I have been devoting whatever emotional energy left to me--after just about everything important to me was last seen underwater or sucking hard on the south end of a Yankee-bound mule--to getting well and improving WOW.
However, I have not been out of touch with the abysmal state of current affairs in the nation I love beyond all others: The United States of America. Of course, since the People's Republic of China is where I live and work, upon the confluence of major issues of life and liberty within both China and America, I can be be awakened by certain clarion calls.
Below are three excerpts from articles with links that fit that billing, big time; the first is from The Washington Post:
Detainees Deserve Court Trials
By P. Sabin Willett
Monday, November 14, 2005; Page A21
As the Senate prepared to vote Thursday to abolish the writ of habeas corpus, Sens. Lindsey Graham and Jon Kyl were railing about lawyers like me.
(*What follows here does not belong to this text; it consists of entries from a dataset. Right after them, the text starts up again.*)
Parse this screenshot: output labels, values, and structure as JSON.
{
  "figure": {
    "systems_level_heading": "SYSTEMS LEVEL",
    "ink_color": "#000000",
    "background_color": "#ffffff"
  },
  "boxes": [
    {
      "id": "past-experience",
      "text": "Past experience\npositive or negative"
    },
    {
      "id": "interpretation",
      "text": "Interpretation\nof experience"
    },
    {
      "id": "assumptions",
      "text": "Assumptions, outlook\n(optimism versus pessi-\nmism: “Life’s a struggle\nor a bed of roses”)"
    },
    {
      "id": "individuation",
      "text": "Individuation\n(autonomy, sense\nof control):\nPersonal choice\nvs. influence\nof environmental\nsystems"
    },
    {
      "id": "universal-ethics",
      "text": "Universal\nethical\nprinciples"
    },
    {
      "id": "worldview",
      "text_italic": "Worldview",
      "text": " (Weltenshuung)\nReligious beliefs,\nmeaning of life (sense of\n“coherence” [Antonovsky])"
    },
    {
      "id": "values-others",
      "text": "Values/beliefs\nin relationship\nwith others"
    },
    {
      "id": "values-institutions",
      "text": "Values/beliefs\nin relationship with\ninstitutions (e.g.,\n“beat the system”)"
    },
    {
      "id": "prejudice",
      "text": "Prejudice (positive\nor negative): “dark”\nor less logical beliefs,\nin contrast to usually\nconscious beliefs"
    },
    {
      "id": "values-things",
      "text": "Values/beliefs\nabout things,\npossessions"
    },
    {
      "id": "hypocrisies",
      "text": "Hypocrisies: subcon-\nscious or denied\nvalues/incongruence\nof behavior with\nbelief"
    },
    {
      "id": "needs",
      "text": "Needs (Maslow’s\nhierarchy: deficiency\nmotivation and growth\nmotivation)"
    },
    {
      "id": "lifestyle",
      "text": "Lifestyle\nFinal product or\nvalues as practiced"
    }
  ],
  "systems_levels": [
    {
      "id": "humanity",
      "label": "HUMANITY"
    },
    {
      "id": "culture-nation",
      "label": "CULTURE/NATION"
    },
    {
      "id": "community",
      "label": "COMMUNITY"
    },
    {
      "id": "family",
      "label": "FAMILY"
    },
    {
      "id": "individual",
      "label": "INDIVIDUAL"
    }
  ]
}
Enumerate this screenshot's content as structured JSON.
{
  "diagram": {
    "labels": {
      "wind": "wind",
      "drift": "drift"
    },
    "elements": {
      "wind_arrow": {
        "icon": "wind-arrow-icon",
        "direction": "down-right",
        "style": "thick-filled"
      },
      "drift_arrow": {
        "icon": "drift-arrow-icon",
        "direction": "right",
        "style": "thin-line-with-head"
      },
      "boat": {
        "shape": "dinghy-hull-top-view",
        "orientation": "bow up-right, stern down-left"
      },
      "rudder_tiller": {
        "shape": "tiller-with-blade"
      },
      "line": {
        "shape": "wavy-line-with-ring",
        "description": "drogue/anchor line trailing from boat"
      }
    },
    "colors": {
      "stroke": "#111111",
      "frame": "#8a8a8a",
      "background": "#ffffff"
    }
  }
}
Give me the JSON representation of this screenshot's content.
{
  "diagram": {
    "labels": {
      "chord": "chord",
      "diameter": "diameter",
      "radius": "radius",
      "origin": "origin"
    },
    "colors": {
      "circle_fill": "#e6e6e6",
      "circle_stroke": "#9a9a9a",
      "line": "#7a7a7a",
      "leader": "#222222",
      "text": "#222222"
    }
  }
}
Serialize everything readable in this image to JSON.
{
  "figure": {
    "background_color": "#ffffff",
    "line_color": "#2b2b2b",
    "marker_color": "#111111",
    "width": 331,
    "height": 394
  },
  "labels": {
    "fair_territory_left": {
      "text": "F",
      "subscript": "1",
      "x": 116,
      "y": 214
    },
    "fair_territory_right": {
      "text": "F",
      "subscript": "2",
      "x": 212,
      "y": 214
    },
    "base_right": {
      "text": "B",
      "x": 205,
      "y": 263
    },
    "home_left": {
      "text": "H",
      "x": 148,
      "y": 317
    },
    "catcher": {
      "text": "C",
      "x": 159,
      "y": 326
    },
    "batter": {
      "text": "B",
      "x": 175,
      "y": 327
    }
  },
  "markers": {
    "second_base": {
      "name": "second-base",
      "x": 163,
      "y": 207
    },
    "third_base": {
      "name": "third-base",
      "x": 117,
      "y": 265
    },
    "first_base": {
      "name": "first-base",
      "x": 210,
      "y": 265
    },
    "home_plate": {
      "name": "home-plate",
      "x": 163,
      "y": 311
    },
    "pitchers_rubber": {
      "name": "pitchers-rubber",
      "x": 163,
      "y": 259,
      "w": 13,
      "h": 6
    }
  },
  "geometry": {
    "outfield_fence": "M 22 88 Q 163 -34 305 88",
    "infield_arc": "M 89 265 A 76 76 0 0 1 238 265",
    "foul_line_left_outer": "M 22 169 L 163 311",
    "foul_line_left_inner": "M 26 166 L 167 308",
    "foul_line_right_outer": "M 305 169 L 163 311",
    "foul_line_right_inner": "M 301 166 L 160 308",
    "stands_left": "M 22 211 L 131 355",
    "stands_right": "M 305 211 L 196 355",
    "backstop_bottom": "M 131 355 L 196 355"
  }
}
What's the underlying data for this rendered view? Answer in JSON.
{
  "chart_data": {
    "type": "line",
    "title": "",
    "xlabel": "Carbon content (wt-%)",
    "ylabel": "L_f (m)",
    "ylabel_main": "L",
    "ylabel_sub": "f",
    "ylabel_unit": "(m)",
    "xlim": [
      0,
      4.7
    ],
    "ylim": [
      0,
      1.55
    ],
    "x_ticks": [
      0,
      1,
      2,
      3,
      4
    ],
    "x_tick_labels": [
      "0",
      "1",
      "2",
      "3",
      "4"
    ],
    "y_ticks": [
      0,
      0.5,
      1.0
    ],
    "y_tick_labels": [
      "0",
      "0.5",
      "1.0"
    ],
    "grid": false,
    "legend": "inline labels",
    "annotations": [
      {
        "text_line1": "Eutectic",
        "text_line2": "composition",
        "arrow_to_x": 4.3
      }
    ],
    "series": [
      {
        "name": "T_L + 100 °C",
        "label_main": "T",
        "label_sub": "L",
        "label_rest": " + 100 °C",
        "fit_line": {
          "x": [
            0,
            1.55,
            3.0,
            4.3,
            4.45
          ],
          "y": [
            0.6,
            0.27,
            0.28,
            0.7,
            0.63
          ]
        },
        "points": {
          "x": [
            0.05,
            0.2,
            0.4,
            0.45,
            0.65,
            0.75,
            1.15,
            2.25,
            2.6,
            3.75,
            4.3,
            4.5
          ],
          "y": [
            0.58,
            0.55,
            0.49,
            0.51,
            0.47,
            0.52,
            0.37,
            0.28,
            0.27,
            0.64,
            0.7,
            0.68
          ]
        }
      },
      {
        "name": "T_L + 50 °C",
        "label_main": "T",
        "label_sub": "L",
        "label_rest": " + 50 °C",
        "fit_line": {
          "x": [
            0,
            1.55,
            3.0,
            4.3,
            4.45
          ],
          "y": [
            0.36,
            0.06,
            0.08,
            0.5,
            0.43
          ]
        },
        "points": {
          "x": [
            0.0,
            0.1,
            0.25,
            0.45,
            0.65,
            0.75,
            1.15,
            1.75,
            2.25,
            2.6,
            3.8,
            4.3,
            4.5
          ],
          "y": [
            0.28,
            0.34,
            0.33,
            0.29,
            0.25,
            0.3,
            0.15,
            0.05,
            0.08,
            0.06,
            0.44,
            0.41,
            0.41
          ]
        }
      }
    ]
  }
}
Filing lawsuits on behalf of the terrorists at Guantanamo Bay. Terrorists! Kyl must have said the word 30 times.
As I listened, I wished the senators could meet my client Adel.
Adel is innocent. I don't mean he claims to be. I mean the military says so. It held a secret tribunal and ruled that he is not al Qaeda, not Taliban, not a terrorist. The whole thing was a mistake: The Pentagon paid $5,000 to a bounty hunter, and it got taken.
The military people reached this conclusion, and they wrote it down on a memo, and then they classified the memo and Adel went from the hearing room back to his prison cell. He is a prisoner today, eight months later. And these facts would still be a secret but for one thing: habeas corpus.
Desperate Search for Justice: One Man vs. China By JIM YARDLEY Published: November 12, 2005
CHAOHU, China - At his most desperate, when he had no more borrowed money for his son's legal defense, Xie Yujun went to a hospital. He knew of China's black market in body parts. He wanted to sell his eyes. He was refused.
Mr. Xie, 60, is no stranger to desperate acts, if by necessity. His son was charged with a savage knife attack here in rural Anhui Province that left a mother and daughter badly wounded. The police suspected the son because of a property dispute between the families. But Mr. Xie believed the case was deeply flawed: the victims never identified the attacker. The only evidence was a questionable shoeprint. Police misconduct was blatant.
Mr. Xie's problem was convincing a court. His son's lawyers had no chance to question witnesses or, initially, to examine evidence. At one point, Mr. Xie himself sneaked into a prison to interview a witness. Even a tantalizing appeals court victory proved hollow. The son was tried again and sentenced to life in prison.
Washington - How did American interrogation tactics after 9/11 come to include abuse rising to the level of torture? Much has been said about the illegality of these tactics, but the strategic error that led to their adoption has been overlooked.